On Tue, Dec 04, 2007 at 08:28:48AM -0800, brian d foy wrote:
: In article <[EMAIL PROTECTED]>, Larry Wall
: <[EMAIL PROTECTED]> wrote:
: 
: > : Later in the "Literals" section of S02, there's a chart of the
: > : corresponding forms for fat arrow, pair, and paren notation. It has
: > : 
: > :    a => 'foo'      :a<foo>      :a(<foo>)
: > : 
: > : That looks like it might mean that these are corresponding forms:
: > : 
: > :    8 => 377    :8<377>    :8(377)
: > 
: > The first is just a pair of 8 and 377, and has no special numeric
: > significance.  The adverbial syntax is special in that, for ordinary
: > pairs, what follows the colon must be an identifier, so :8<377>
: > would ordinarily be illegal. 
: 
: Did I miss this in the spec somewhere? I've basically assked the same
: question in regards to file tests. I wouldn't be asking the question if
: the spec didn't keep talking about pairs and adverbs being the same
: thing. If the Pair and adverbs aren't different syntax for the same
: thing, how should that affect that chart in S02?

You're confusing various levels here when you say "same thing".
They're the same in some ways and different in others.

Syntactically, only the :foo forms can be considered literals.  =>
is just a Pair composer operator and takes two scalar expressions of
arbitrary complexity.  => always creates a Pair object in the abstract
(which may be interpreted as a named argument when used in an argument
list).  The => syntax may only ever be used where a term is expected.

The :foo forms, when used where a term is expected, behave like =>
but are restricted to an identifier for the key.  (The value can be any
subscriptlike expression.)  But unlike =>, the :foo forms can also be
used as adverbs where an *operator* is expected, as in

    1..20 :by(3)

The => form cannot be used in this syntactic slot because it would end
up looking like two terms in a row to the parser:

    1..20 'by' => 3

or alternately would look like an attempt to use infix:<by>:

    1..20 by => 3

Basically, => shouldn't be used for adverbials.  It's only for real Pair
programming.  (Or in a pinch, named args, but maybe we should just force
people to use :foo for that.)

: > The :8(377) above is a bit wrong, by the way, and works only because
: > decimal 377 happens to stringify to something that looks like an
: > octal number.  You couldn't, for instance, say :16(deadbeef) unless
: > deadbeef() was a 0-ary (or listop with no args) function returning
: > a hex string.
: 
: Could you have :16('deadbeef')?

Certainly, why not?  It's a hex string passed as a normal arg.  But usually
you'd reserve that parenthesized form for when you don't know the arg:

    :16($randomvar)
    
and instead write the above as

    :16<deadbeef>

since in that case you want a complete literal.  :16($x) is really
kind of a pseudoliteral, like "this is a $randomvar string" is a
pseudoliteral that really is one or more operators in disguise.
:[EMAIL PROTECTED] would also be a pseudo-literal, but :16[1,2,3,4] could
be construed as a real literal only via constant folding of a
real expression, just as :16('deadbeef') could be constant folded.
But we don't yet spec what must be constant folded and what isn't.
This could be construed as a weakness in the spec, since it could
result in non-portabilities.  On the other hand, maybe we should
just claim that every operation known to be pure at compile time
is constant folded.  That would be simpler to learn and to teach,
except for the part about teaching what "pure" means.  :)

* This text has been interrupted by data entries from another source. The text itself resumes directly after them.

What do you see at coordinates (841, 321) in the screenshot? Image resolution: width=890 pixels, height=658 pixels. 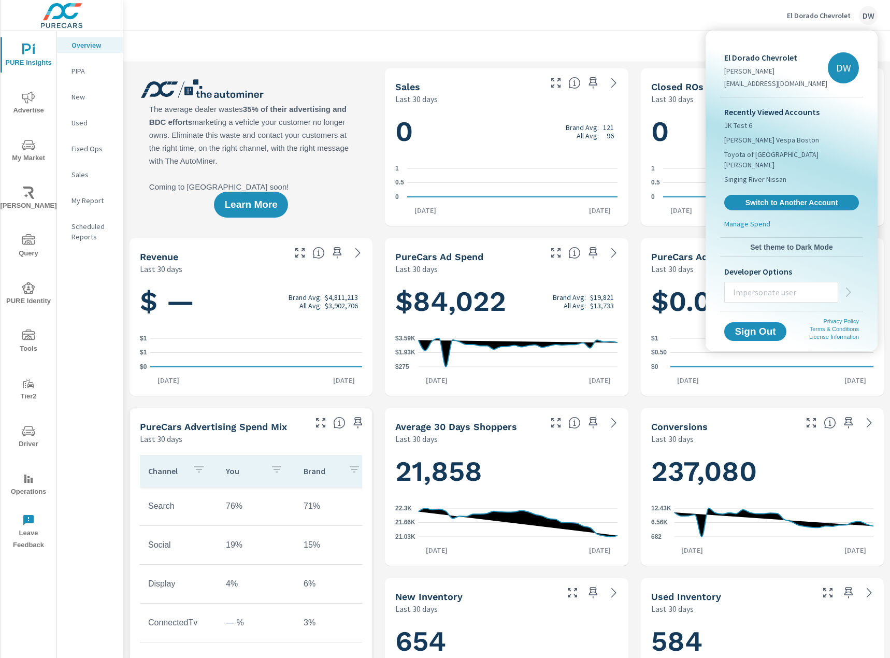 I see `a: Privacy Policy` at bounding box center [841, 321].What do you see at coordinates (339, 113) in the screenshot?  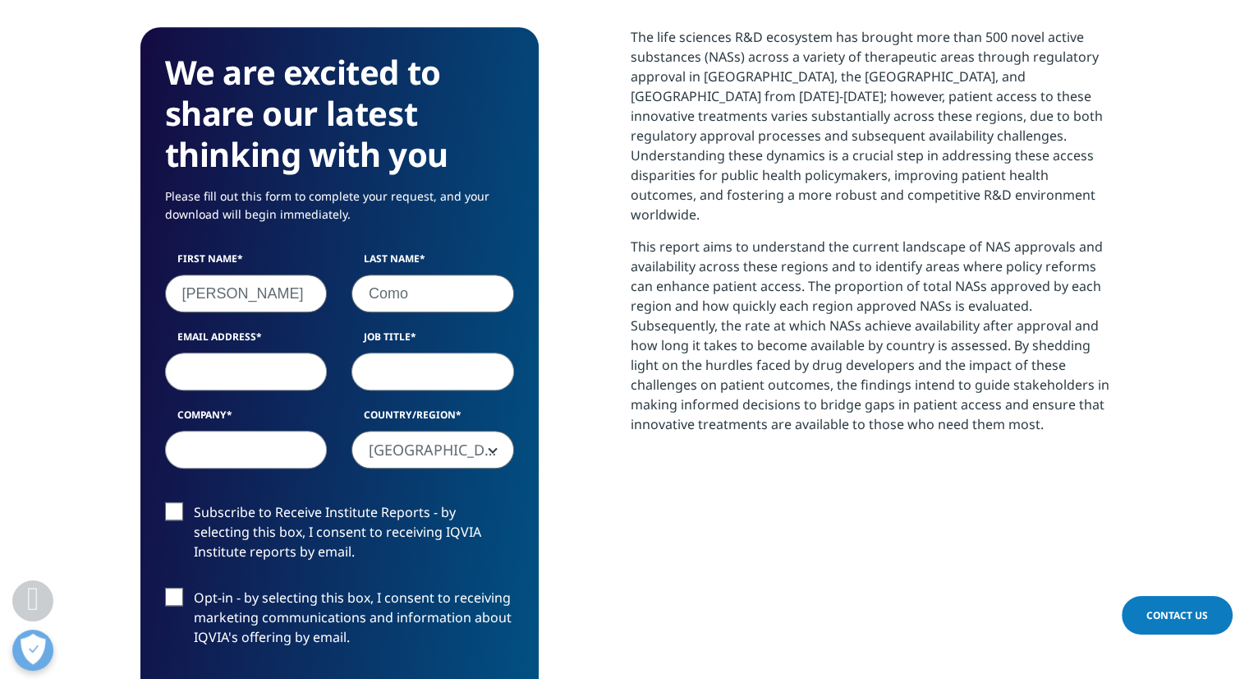 I see `h3: We are excited to share our latest thinking with you` at bounding box center [339, 113].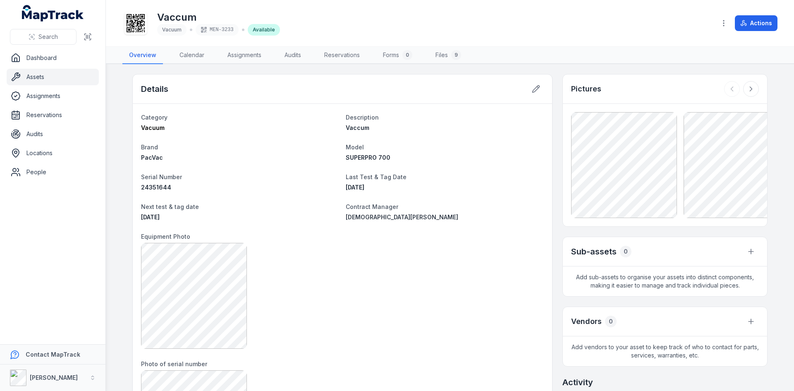  I want to click on time: 2/5/2025, 12:00:00 AM, so click(150, 217).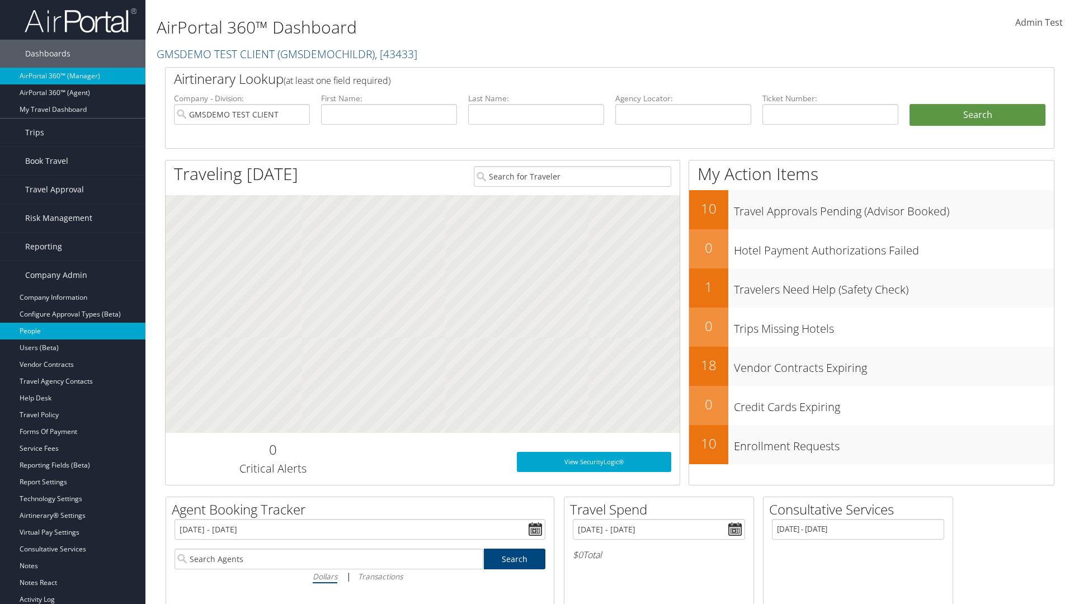  I want to click on span: , [ 43433 ], so click(396, 54).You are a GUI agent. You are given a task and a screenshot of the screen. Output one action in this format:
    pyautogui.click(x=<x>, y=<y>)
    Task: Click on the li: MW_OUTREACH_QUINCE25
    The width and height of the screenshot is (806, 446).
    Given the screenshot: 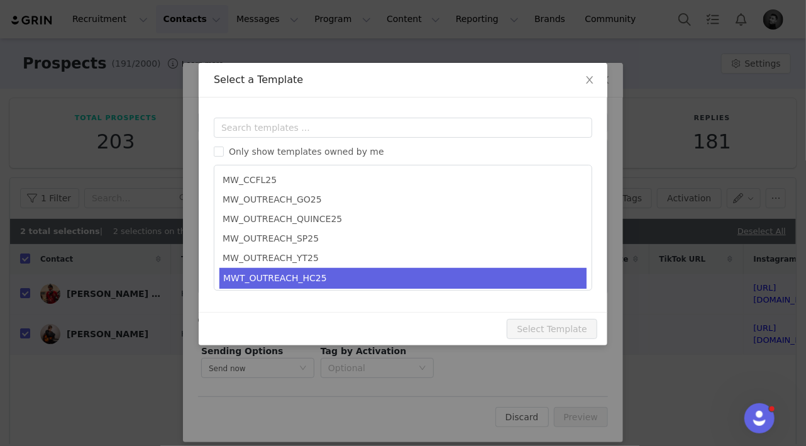 What is the action you would take?
    pyautogui.click(x=403, y=219)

: Should the :8(377) still work (so, does
: 'wrong' mean it won't do what I'm thinking it will do, or that it does
: mean that Perl 6 won't compile it, or some other sort of wrong)?

Er, "should"?  In one sense of "should", it shouldn't.  But as I
said, it does work, but not the way it appears to work, because 377
is parsed as a decimal number, not an octal string.  It's just a
mathematical accident that octal can be encoded in decimal that way,
and it misleads people to think that the () are functioning as quotes
rather than real expression delimiters.  Then they'll cargocult it
to write :16(deadbeef) as well and it Simply Won't Work.